After the phone call, the school chaplain and I hold hands and pray
for God to cover us with armor of light: two siblings, Katie and Kevin,

shot by their father as they slept. In the funeral home, I commend
their bodies to God as another priest signs a cross of oil

on their foreheads where they had once been marked in baptism
with the wound of cruciform love. The livid heavens are torn

apart, and I can see the two children at summer camp in the astonishing
fluorescence of the Youth Pavilion, paying more attention than required

during worship, tilting backwards in their Crazy Creek chairs like
astronauts bracing for liftoff. Shield the joyous, Lord, I pray

that day and when the celebrated preacher visits our church. He sings
of love as Kevlar-vested police officers hired for the occasion

stand guard in the temple precincts, thresholds shaking as we process
in our useless cassocks and surplices, tippets and academic hoods—

an armor of light protecting no one. The preacher is black and a prophet
in this country that kills its black people, its prophets, its children.

If you talk about love that much, expect to die. Is that what the cross means,
whether the place of the skull is a Memphis balcony or a child’s bedroom?

There is nothing to do at the foot of the cross but double over, lament,
and double down on this earth from which we rise with our wounds.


> _Your assignment_: Considering every line below, count those with the word "group" and give only the result.

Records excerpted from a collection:
————

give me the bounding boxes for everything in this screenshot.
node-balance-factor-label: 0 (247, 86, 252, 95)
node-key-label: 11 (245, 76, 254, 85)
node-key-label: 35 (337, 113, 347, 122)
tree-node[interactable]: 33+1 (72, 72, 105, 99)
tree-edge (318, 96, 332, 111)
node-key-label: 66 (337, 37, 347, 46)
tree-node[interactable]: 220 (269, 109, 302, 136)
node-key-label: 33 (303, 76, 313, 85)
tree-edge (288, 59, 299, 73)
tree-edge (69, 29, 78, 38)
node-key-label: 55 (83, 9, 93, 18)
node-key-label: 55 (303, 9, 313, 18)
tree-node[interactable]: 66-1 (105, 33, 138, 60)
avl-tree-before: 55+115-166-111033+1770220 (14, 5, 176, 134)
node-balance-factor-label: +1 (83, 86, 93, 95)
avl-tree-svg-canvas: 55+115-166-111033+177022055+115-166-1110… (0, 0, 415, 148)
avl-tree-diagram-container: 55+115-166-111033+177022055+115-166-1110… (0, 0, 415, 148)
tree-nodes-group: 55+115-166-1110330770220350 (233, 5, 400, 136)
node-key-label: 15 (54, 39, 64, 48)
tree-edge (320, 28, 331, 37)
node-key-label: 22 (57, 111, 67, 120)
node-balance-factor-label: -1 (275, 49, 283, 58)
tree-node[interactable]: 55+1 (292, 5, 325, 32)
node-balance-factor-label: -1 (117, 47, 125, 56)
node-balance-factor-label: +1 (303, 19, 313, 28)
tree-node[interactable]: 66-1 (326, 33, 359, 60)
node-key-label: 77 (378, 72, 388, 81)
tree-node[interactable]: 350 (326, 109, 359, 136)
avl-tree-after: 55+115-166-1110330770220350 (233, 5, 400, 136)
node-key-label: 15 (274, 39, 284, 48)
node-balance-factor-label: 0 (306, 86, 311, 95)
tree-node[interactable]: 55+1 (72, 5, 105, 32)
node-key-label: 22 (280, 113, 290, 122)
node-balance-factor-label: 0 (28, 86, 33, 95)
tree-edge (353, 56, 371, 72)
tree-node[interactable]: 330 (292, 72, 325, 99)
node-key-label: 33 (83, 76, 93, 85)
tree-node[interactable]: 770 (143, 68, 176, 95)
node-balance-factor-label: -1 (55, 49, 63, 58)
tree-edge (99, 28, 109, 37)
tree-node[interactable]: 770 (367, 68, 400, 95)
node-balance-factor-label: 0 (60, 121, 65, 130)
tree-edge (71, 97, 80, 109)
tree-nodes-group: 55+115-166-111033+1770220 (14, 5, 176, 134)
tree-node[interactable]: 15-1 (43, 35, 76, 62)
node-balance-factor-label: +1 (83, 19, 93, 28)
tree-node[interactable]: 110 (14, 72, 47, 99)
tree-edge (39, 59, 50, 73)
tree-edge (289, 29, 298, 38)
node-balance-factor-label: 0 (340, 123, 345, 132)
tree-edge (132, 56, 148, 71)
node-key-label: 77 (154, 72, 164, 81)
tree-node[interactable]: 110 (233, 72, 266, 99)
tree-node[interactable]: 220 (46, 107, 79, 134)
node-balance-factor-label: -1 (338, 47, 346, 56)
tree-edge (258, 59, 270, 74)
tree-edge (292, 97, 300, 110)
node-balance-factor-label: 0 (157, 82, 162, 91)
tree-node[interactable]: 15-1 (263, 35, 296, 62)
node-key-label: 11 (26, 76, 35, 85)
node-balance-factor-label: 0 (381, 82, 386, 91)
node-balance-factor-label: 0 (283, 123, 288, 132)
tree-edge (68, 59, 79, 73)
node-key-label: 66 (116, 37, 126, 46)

————

> _Your solution_: 2